Hamish McKeich is one of the unsung heroes of New Zealand music. He's a tall, wild-haired man with a baton, whose expertise with Kiwi contemporary has seen him presiding over a host of first performances with ensembles like stroma and 175 East.
McKeich is also the man the New Zealand Symphony Orchestra has called on for this year's annual Made in New Zealand concert. Next Saturday's event marks the fourth time McKeich has taken this assignment on, conducting three major works by Lyell Cresswell, Gillian Whitehead and Chris Cree Brown in an programme titled Wonderland.
Many Aucklanders will be particularly keen to hear Helen Medlyn reprise her authoritative performance of Whitehead's Alice, premiered by the Auckland Philharmonia Orchestra in 2003.
McKeich started his career as a bassoonist, securing the principal's job with Sydney Symphony Orchestra at the age of 19. His initiation into the absorbing world of contemporary music came when some works by the Greek composer Iannis Xenakis were put in front of him.
"This was music that didn't follow any traditional forms," he says. "Yet these wonderful sounds gave the impression of having a really solid structure, even if you didn't exactly know what was going on in the piece."
These words are very much in line with McKeich's philosophy as a conductor, "working with the musicians, from the smallest sections to the general span of the work" until the audience is aware of what the composer is striving to do.
He has fond memories of his three previous Made in New Zealand concerts, particularly last year's when Stephen De Pledge was soloist in Lyell Cresswell's new Piano Concerto.
McKeich talks of "the incredible tension and release of Cresswell's writing, in which silence is juxtaposed so effectively with the stronger stuff".
This year, the same composer's Concerto for Orchestra and String Quartet, featuring the New Zealand String Quartet, "is closer to the Baroque concerto grosso than the traditional 19th century concerto.

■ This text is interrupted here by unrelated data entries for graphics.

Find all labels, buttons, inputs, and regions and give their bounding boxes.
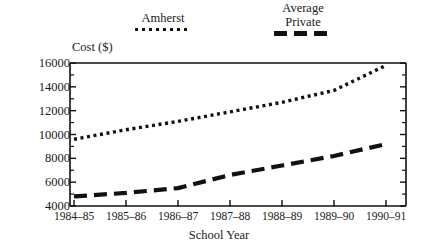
x-axis-title: School Year (0, 228, 438, 243)
chart-figure: Amherst Average Private Cost ($) 4000600… (0, 0, 438, 250)
series-line-amherst (74, 65, 386, 139)
series-line-average-private (74, 144, 386, 196)
data-series-layer (74, 65, 386, 196)
axis-tick-marks (70, 63, 406, 206)
axis-frame (70, 63, 406, 206)
x-tick-label: 1990–91 (351, 210, 421, 222)
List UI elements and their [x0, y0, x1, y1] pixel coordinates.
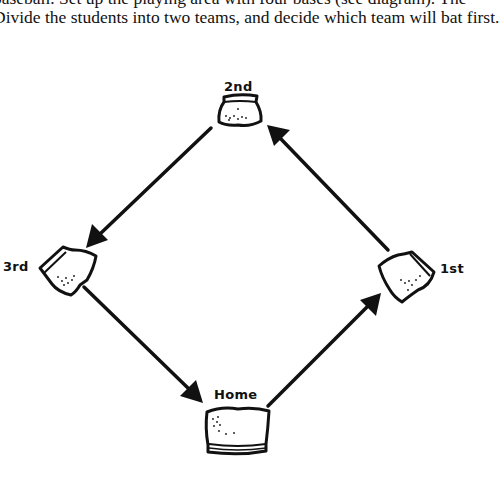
second-base-label: 2nd: [224, 79, 253, 94]
first-base-bag-icon: [379, 252, 434, 302]
arrow-1st-to-2nd: [267, 125, 388, 250]
home-plate-bag-icon: [206, 408, 269, 454]
third-base-label: 3rd: [3, 259, 29, 274]
arrow-3rd-to-home: [84, 287, 203, 403]
arrow-home-to-1st: [268, 293, 381, 406]
first-base-label: 1st: [440, 261, 464, 276]
second-base-bag-icon: [219, 95, 261, 126]
home-base-label: Home: [214, 387, 257, 402]
arrow-2nd-to-3rd: [86, 128, 211, 248]
third-base-bag-icon: [40, 247, 96, 295]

"It has such energy," McKeich enthuses. "It's so busy, with so many notes going through it, especially in the furioso sections."

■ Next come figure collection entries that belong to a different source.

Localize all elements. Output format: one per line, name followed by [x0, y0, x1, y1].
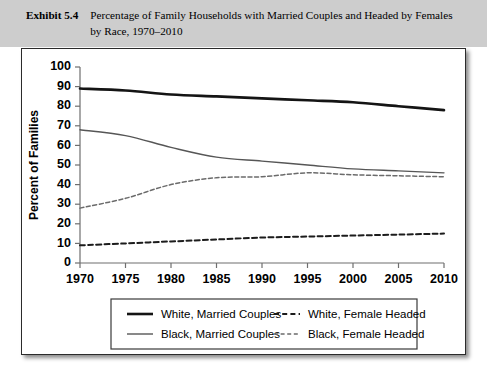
- exhibit-title: Percentage of Family Households with Mar…: [90, 7, 462, 39]
- x-tick-label: 1995: [294, 272, 322, 286]
- legend-label: White, Female Headed: [308, 308, 426, 320]
- chart-legend: White, Married CouplesWhite, Female Head…: [111, 299, 426, 349]
- y-tick-label: 70: [57, 118, 71, 132]
- x-tick-label: 2000: [339, 272, 367, 286]
- x-tick-label: 2005: [385, 272, 413, 286]
- y-tick-label: 30: [57, 196, 71, 210]
- y-tick-label: 0: [64, 255, 71, 269]
- exhibit-header-band: Exhibit 5.4 Percentage of Family Househo…: [0, 0, 487, 47]
- legend-label: White, Married Couples: [161, 308, 281, 320]
- figure-frame: 0102030405060708090100 19701975198019851…: [21, 48, 466, 355]
- chart-area: 0102030405060708090100 19701975198019851…: [22, 49, 464, 353]
- series-line-white-female-headed: [80, 234, 444, 246]
- legend-label: Black, Married Couples: [161, 328, 280, 340]
- y-tick-label: 20: [57, 216, 71, 230]
- x-tick-label: 1985: [203, 272, 231, 286]
- y-tick-label: 50: [57, 157, 71, 171]
- x-tick-label: 2010: [430, 272, 458, 286]
- exhibit-figure-page: Exhibit 5.4 Percentage of Family Househo…: [0, 0, 487, 370]
- data-series-group: [80, 89, 444, 246]
- x-tick-label: 1970: [66, 272, 94, 286]
- series-line-white-married-couples: [80, 89, 444, 111]
- y-axis-label: Percent of Families: [27, 110, 41, 220]
- series-line-black-female-headed: [80, 173, 444, 208]
- x-tick-label: 1990: [248, 272, 276, 286]
- x-tick-label: 1975: [112, 272, 140, 286]
- x-tick-label: 1980: [157, 272, 185, 286]
- legend-label: Black, Female Headed: [308, 328, 424, 340]
- line-chart: 0102030405060708090100 19701975198019851…: [22, 49, 464, 353]
- x-axis-ticks: 197019751980198519901995200020052010: [66, 263, 458, 286]
- y-tick-label: 40: [57, 177, 71, 191]
- series-line-black-married-couples: [80, 130, 444, 173]
- y-tick-label: 10: [57, 236, 71, 250]
- exhibit-number-label: Exhibit 5.4: [26, 7, 78, 23]
- y-axis-ticks: 0102030405060708090100: [50, 59, 80, 269]
- y-tick-label: 90: [57, 79, 71, 93]
- legend-border: [111, 299, 417, 349]
- y-tick-label: 60: [57, 138, 71, 152]
- y-tick-label: 100: [50, 59, 71, 73]
- y-tick-label: 80: [57, 98, 71, 112]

Yet the word "serenity" also comes up in our conversation, "and a real sense of various motifs being pursued through the work". He is looking forward to a recording session next month, which means this piece will eventually appear on a second Naxos CD of Cresswell's music, alongside last year's Piano Concerto.
It has been a thrill for him working with Helen Medlyn in Alice, as she sings Fleur Adcock's evocation of a post-colonial past against Gillian Whitehead's shimmering soundscapes, but presenting Chris Cree Brown's Celestial Bodies has him vehemently standing up for the Christchurch composer as "one of our most under-appreciated".
"His works have an incredible sense of their own space and time," he explains. The 10-movement Celestial Bodies, premiered at the 2005 Christchurch Arts Festival, combines orchestra and electronic sound, which McKeich feels "has been created very much in terms of the piece as a whole. It's very subtle and often imitates the orchestral instruments."
As it happens, before McKeich takes to our town hall podium, he will have conducted an enterprising concert in which Christchurch Symphony Orchestra tackles the music of The Adults.
This trio of Shayne Carter, Jon Toogood and Julia Deans tempts one to use the term supergroup. McKeich agrees. He has added even more high-flying talent, having the songs scored by four different composers, including Aucklanders Claire Cowan and Stephen Small.
He likes "to mix up the arrangements a little," he admits. "There are 14 fairly disparate songs and each arranger will bring his or her own sound and colours to them."